Work required
Make an exact copy of the records, omitting all images.

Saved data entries

◆ ◆ ◆

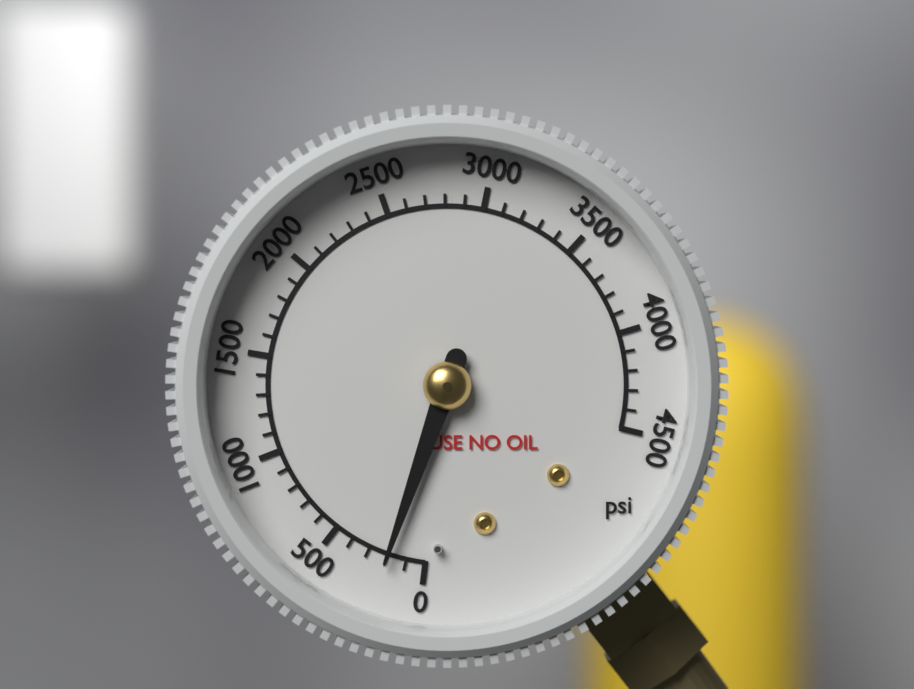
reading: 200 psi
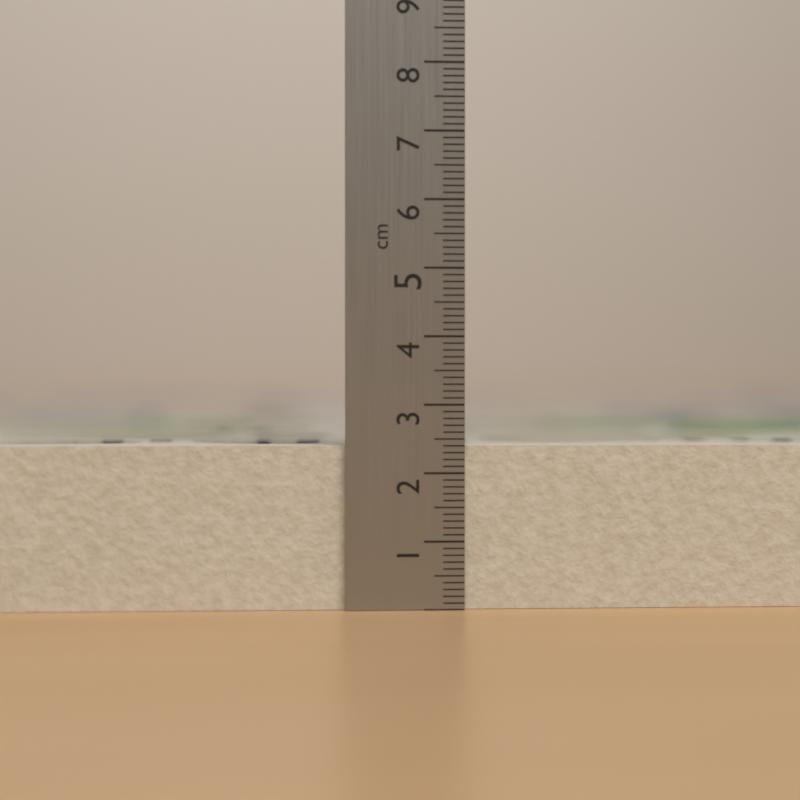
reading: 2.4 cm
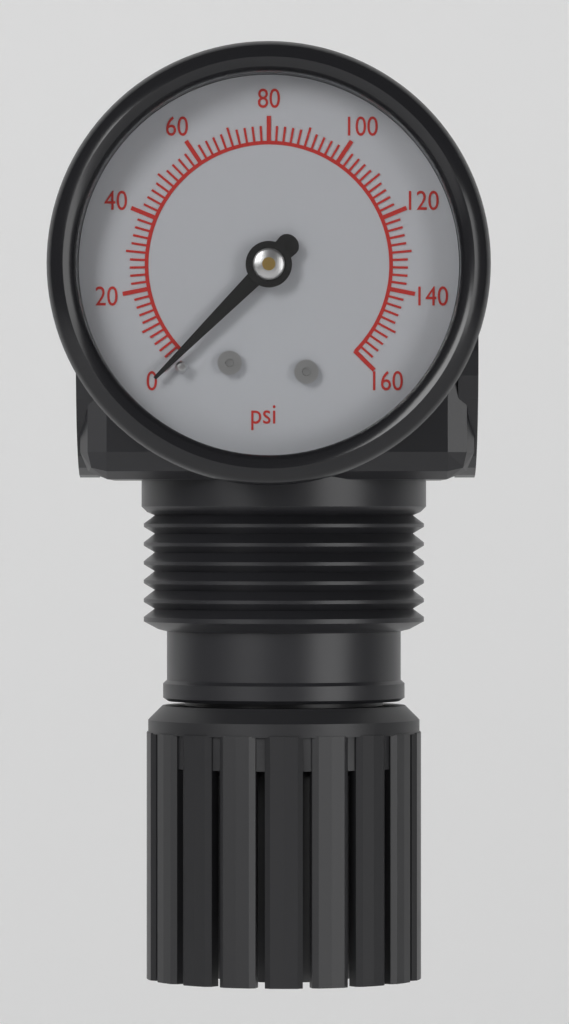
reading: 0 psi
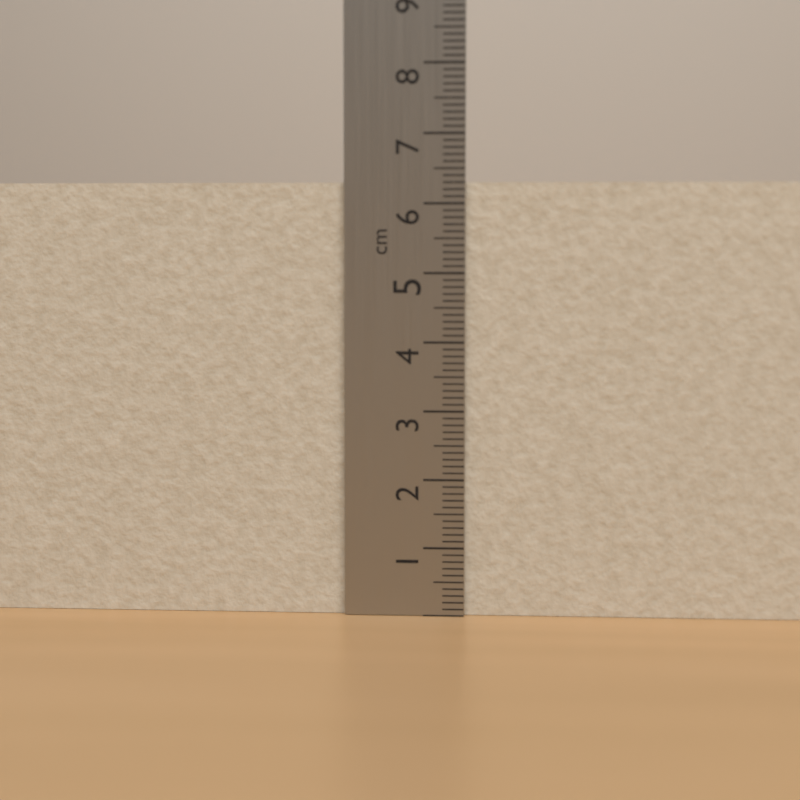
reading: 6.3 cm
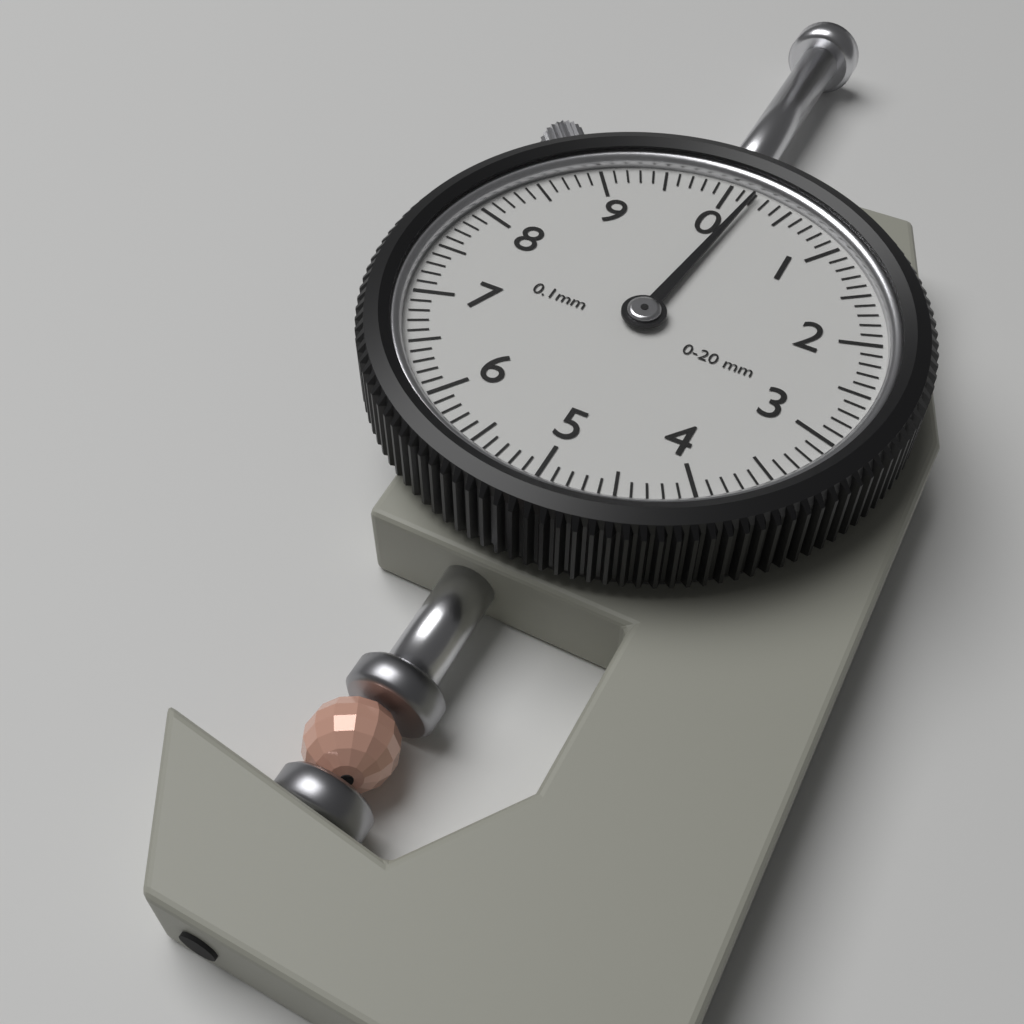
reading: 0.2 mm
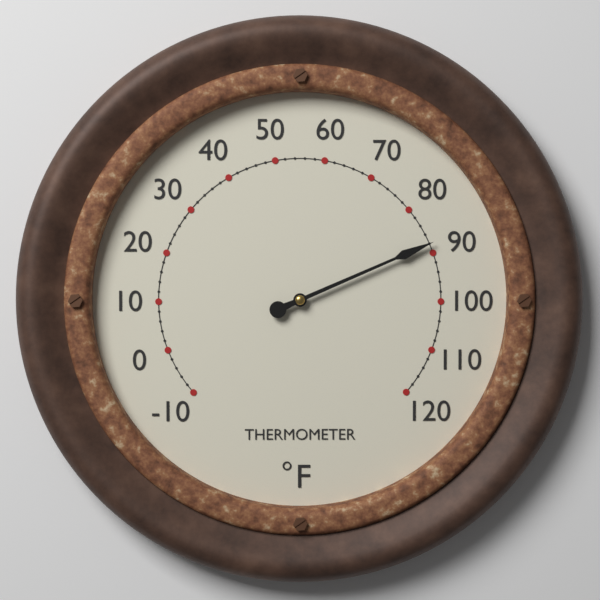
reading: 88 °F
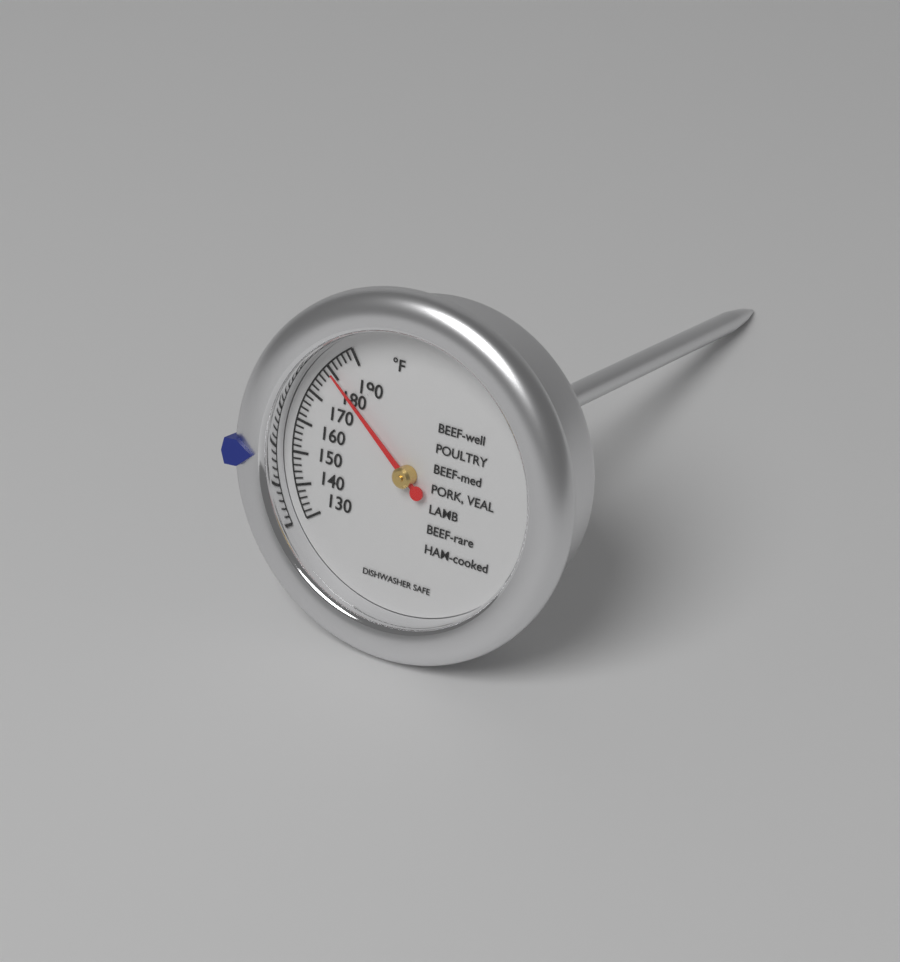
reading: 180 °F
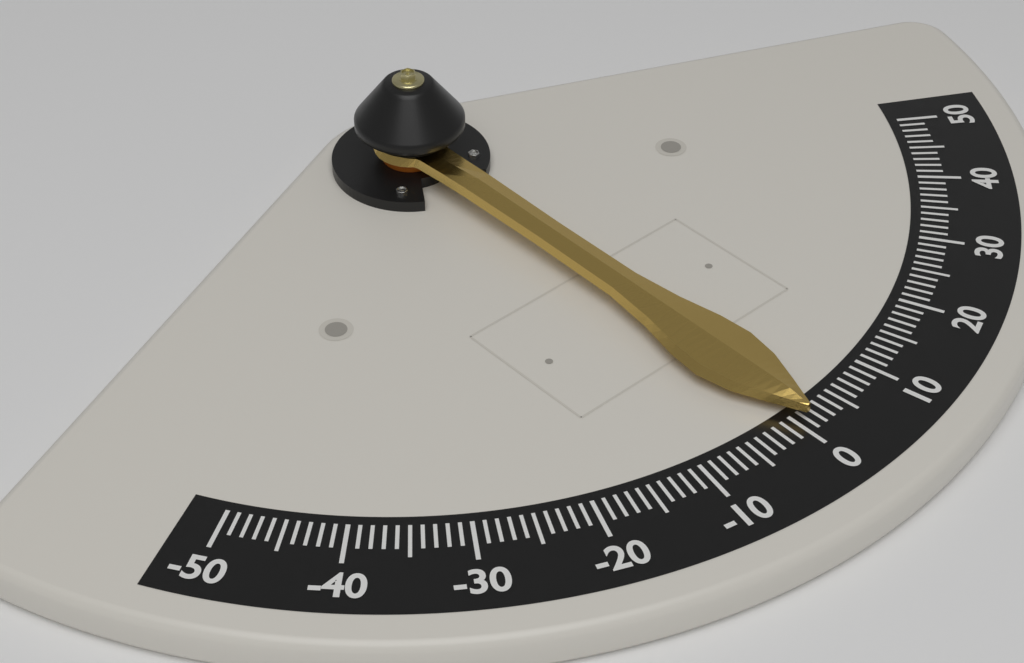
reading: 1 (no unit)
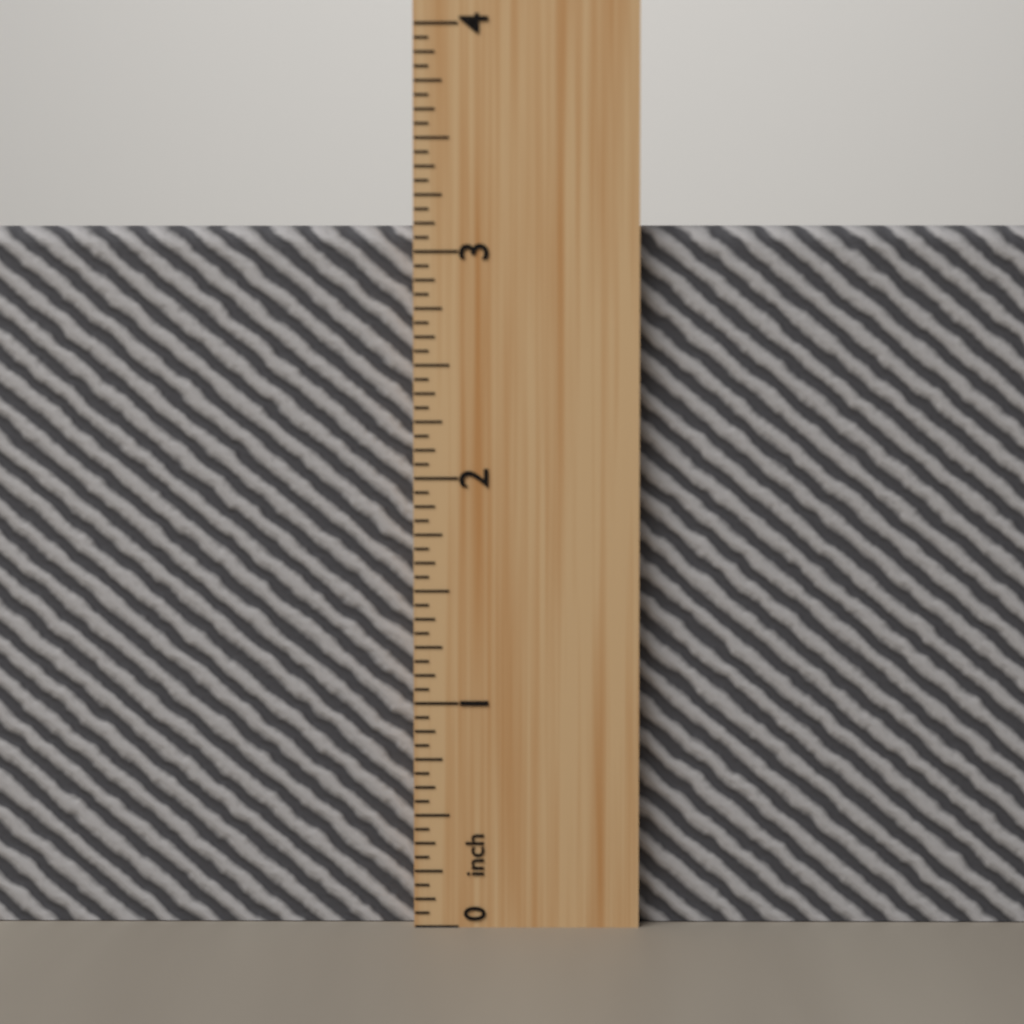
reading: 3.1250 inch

◆ ◆ ◆

Your solution
reading: 200 psi
reading: 2.4 cm
reading: 0 psi
reading: 6.3 cm
reading: 0.2 mm
reading: 88 °F
reading: 180 °F
reading: 1 (no unit)
reading: 3.1250 inch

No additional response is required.